What happened

Shares of American Airlines Group (AAL -2.03%) soared 10% higher on Wednesday morning, a day without any company news and when the rest of the airline industry was relatively quiet. It's hard to know for sure what is driving the stock higher, but my guess is it is getting swept up in the biggest story playing out on Wall Street right now.

So what

Markets are abuzz right now discussing the dramatic moves higher by stocks including GameStop and AMC Entertainment Holdings. Both stocks have shot higher in recent days in large part due to a Reddit discussion community known as WallStreetBets.

WallStreetBets has been targeting stocks unloved by investors, seeking out companies with a large number of their shares sold short. A short sale is a bet that a stock price will fall, and at times a stock can surge higher if bulls can create a short squeeze that forces shorts to cover their pessimistic bets.

An American Airlines plane emerges from a hanger.

Image source: American Airlines.

American Airlines is one such stock. About 171.3 million of its 610.8 million shares outstanding, or about 28%, are currently sold short, according to S&P Capital IQ. That compares to about 4.4% of United Airlines Holdings (UAL 0.02%) shares, 2.9% of Southwest Airlines (LUV -0.88%) shares, and 2% of Delta Air Lines (DAL -0.27%) shares.

Although there is nothing on the Reddit forum to suggest the WallStreetBets group has actively targeted American, I think it is likely that short sellers who are taking massive losses on stocks like GameStop and AMC Entertainment are cashing out of other positions as well. That is creating buy order demand for American shares, sending the price higher.

Indeed, as of 11:30 a.m. EST, about 75 million American shares have traded on the day. On a typical day about 100 million shares trade during the entire session.

Now what

Investors need to be cautious here. American was the most shorted airline for a good reason. While the company should have the cash reserves to survive the COVID-19 pandemic it entered the crisis as the weakest of the major airlines, and will likely need longer than most to recover.

I don't see American as a compelling buy right now compared to Delta or Southwest, but then again it seems dangerous to short the stock as the vaccine rollout speeds up even without external forces weighing on the shares.

The best thing for long-term investors to do is ignore the chaos playing out right now, and stick with buying strong companies and holding through the turbulence.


Task: Return every line below in which "square" appears.

[Figure record listings]

===============

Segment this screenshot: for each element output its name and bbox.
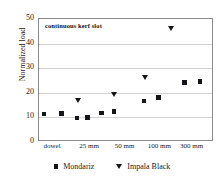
y-tick-label: 10 xyxy=(12,111,34,120)
data-point-triangle xyxy=(142,75,148,80)
legend-label-0: Mondariz xyxy=(63,162,94,171)
chart-legend: Mondariz Impala Black xyxy=(0,162,224,171)
chart-figure: Normalized load 01020304050 continuous k… xyxy=(0,0,224,180)
data-point-triangle xyxy=(75,98,81,103)
y-tick-label: 40 xyxy=(12,38,34,47)
gridline xyxy=(39,93,212,94)
y-tick-label: 30 xyxy=(12,62,34,71)
y-tick-label: 20 xyxy=(12,87,34,96)
data-point-square xyxy=(99,111,104,116)
triangle-down-marker-icon xyxy=(116,164,122,169)
data-point-square xyxy=(59,111,64,116)
data-point-triangle xyxy=(111,92,117,97)
data-point-square xyxy=(156,95,161,100)
plot-area: continuous kerf slot xyxy=(38,18,213,141)
y-tick-label: 0 xyxy=(12,136,34,145)
data-point-square xyxy=(42,112,47,117)
x-tick-label: 300 mm xyxy=(172,142,212,150)
square-marker-icon xyxy=(54,164,59,169)
gridline xyxy=(39,44,212,45)
data-point-square xyxy=(198,79,203,84)
legend-label-1: Impala Black xyxy=(127,162,170,171)
data-point-square xyxy=(85,115,90,120)
x-tick-label: dowel xyxy=(32,142,72,150)
plot-annotation: continuous kerf slot xyxy=(45,22,102,29)
data-point-square xyxy=(112,109,117,114)
gridline xyxy=(39,117,212,118)
data-point-square xyxy=(142,99,147,104)
x-tick-label: 25 mm xyxy=(69,142,109,150)
gridline xyxy=(39,68,212,69)
data-point-triangle xyxy=(168,26,174,31)
legend-item-1: Impala Black xyxy=(116,162,170,171)
y-tick-label: 50 xyxy=(12,13,34,22)
data-point-square xyxy=(182,80,187,85)
data-point-square xyxy=(75,116,80,121)
legend-item-0: Mondariz xyxy=(54,162,95,171)
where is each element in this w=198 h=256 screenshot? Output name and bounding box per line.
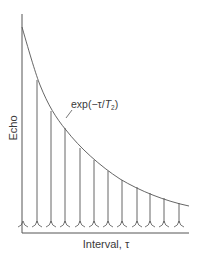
echo-pulse <box>32 80 42 227</box>
echo-pulse <box>75 148 85 227</box>
echo-pulse <box>132 187 142 227</box>
echo-pulse <box>174 203 184 227</box>
echo-pulse <box>159 198 169 227</box>
y-axis-label: Echo <box>7 115 19 140</box>
curve-label: exp(−τ/T2) <box>71 98 118 111</box>
echo-decay-diagram: exp(−τ/T2) Echo Interval, τ <box>0 0 198 256</box>
echo-pulse <box>145 193 155 227</box>
label-leader-line <box>66 110 72 118</box>
echo-pulse <box>117 180 127 227</box>
exp-decay-curve <box>22 27 189 206</box>
x-axis-label: Interval, τ <box>83 238 130 250</box>
echo-pulse <box>103 171 113 227</box>
echo-pulse <box>18 221 28 227</box>
echo-pulse <box>46 111 56 227</box>
echo-pulse <box>89 160 99 227</box>
echo-pulse <box>60 128 70 227</box>
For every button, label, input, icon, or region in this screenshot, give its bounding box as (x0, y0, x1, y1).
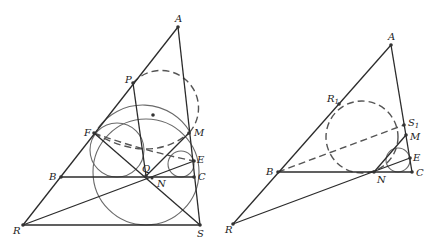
geometry-diagram: A P F M E B Q N C R S A (0, 0, 436, 249)
point-a (176, 25, 180, 29)
label-b: B (48, 171, 56, 182)
point-m-right (404, 133, 408, 137)
line-a-r (23, 27, 178, 225)
line-n-m-right (374, 135, 406, 172)
point-s1 (402, 123, 406, 127)
point-n (151, 177, 154, 180)
label-m-right: M (409, 131, 421, 142)
label-r1: R1 (326, 93, 339, 106)
label-c: C (198, 171, 206, 182)
point-c-right (410, 170, 414, 174)
point-b-right (276, 170, 280, 174)
point-r (21, 223, 25, 227)
point-a-right (389, 43, 393, 47)
point-n-right (372, 170, 376, 174)
label-e-right: E (412, 152, 421, 163)
label-s1: S1 (408, 117, 419, 130)
label-n-right: N (376, 174, 387, 185)
point-b (59, 175, 63, 179)
point-c (192, 175, 196, 179)
point-s (198, 223, 202, 227)
label-f: F (83, 127, 92, 138)
label-q: Q (142, 163, 150, 174)
point-f (92, 131, 96, 135)
line-r-e-right (233, 158, 410, 224)
dashed-circle-r1-s1 (326, 101, 398, 173)
label-n: N (156, 178, 167, 189)
small-circle-near-e (168, 151, 194, 177)
label-a-right: A (387, 31, 395, 42)
dashed-line-b-s1 (278, 125, 404, 172)
line-q-m (146, 133, 189, 176)
point-m (187, 131, 191, 135)
left-figure: A P F M E B Q N C R S (12, 13, 206, 239)
right-figure: A R1 S1 M E B N C R (224, 31, 424, 235)
line-a-r-right (233, 45, 391, 224)
point-q (144, 174, 148, 178)
label-b-right: B (265, 166, 273, 177)
line-a-s (178, 27, 200, 225)
label-r-right: R (224, 224, 233, 235)
point-p (131, 81, 135, 85)
label-m: M (193, 127, 205, 138)
label-e: E (196, 154, 205, 165)
label-r: R (12, 225, 21, 236)
label-c-right: C (416, 167, 424, 178)
point-arc-top (151, 113, 155, 117)
label-p: P (124, 74, 132, 85)
point-e-right (408, 156, 412, 160)
point-e (192, 159, 196, 163)
label-s: S (197, 228, 204, 239)
label-a: A (174, 13, 182, 24)
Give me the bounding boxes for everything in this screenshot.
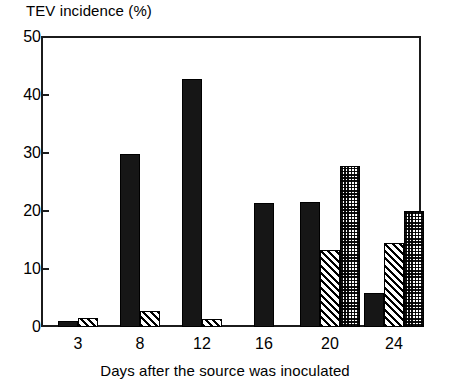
chart-figure: TEV incidence (%) 50 40 30 20 10 0 3 8 1… [0, 0, 450, 390]
y-tick-mark-40 [41, 94, 49, 96]
y-tick-label-40: 40 [7, 87, 41, 103]
hatched-bar-24 [384, 243, 404, 327]
x-tick-label-8: 8 [136, 336, 145, 352]
hatched-bar-3 [78, 318, 98, 327]
y-tick-mark-20 [41, 210, 49, 212]
black-bar-16 [254, 203, 274, 327]
x-tick-label-3: 3 [74, 336, 83, 352]
black-bar-3 [58, 321, 78, 327]
y-axis-title: TEV incidence (%) [26, 2, 152, 19]
x-tick-label-12: 12 [193, 336, 211, 352]
y-tick-label-20: 20 [7, 203, 41, 219]
y-tick-label-50: 50 [7, 29, 41, 45]
y-axis: 50 40 30 20 10 0 [0, 0, 41, 390]
y-tick-label-10: 10 [7, 261, 41, 277]
black-bar-20 [300, 202, 320, 327]
black-bar-24 [364, 293, 384, 327]
y-tick-mark-30 [41, 152, 49, 154]
black-bar-8 [120, 154, 140, 327]
x-axis-title: Days after the source was inoculated [0, 362, 450, 379]
x-tick-label-24: 24 [385, 336, 403, 352]
x-tick-label-20: 20 [321, 336, 339, 352]
stippled-bar-24 [404, 211, 424, 327]
plot-area [41, 36, 421, 327]
hatched-bar-12 [202, 319, 222, 327]
x-tick-label-16: 16 [255, 336, 273, 352]
hatched-bar-20 [320, 250, 340, 327]
stippled-bar-20 [340, 166, 360, 327]
black-bar-12 [182, 79, 202, 327]
y-tick-label-30: 30 [7, 145, 41, 161]
y-tick-label-0: 0 [7, 319, 41, 335]
y-tick-mark-10 [41, 268, 49, 270]
hatched-bar-8 [140, 311, 160, 327]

===============

Output of the exercise:
data-point-square xyxy=(99,111,104,116)
data-point-square xyxy=(59,111,64,116)
data-point-square xyxy=(156,95,161,100)
data-point-square xyxy=(42,112,47,117)
square-marker-icon xyxy=(54,164,59,169)
data-point-square xyxy=(198,79,203,84)
data-point-square xyxy=(85,115,90,120)
data-point-square xyxy=(112,109,117,114)
data-point-square xyxy=(142,99,147,104)
data-point-square xyxy=(182,80,187,85)
data-point-square xyxy=(75,116,80,121)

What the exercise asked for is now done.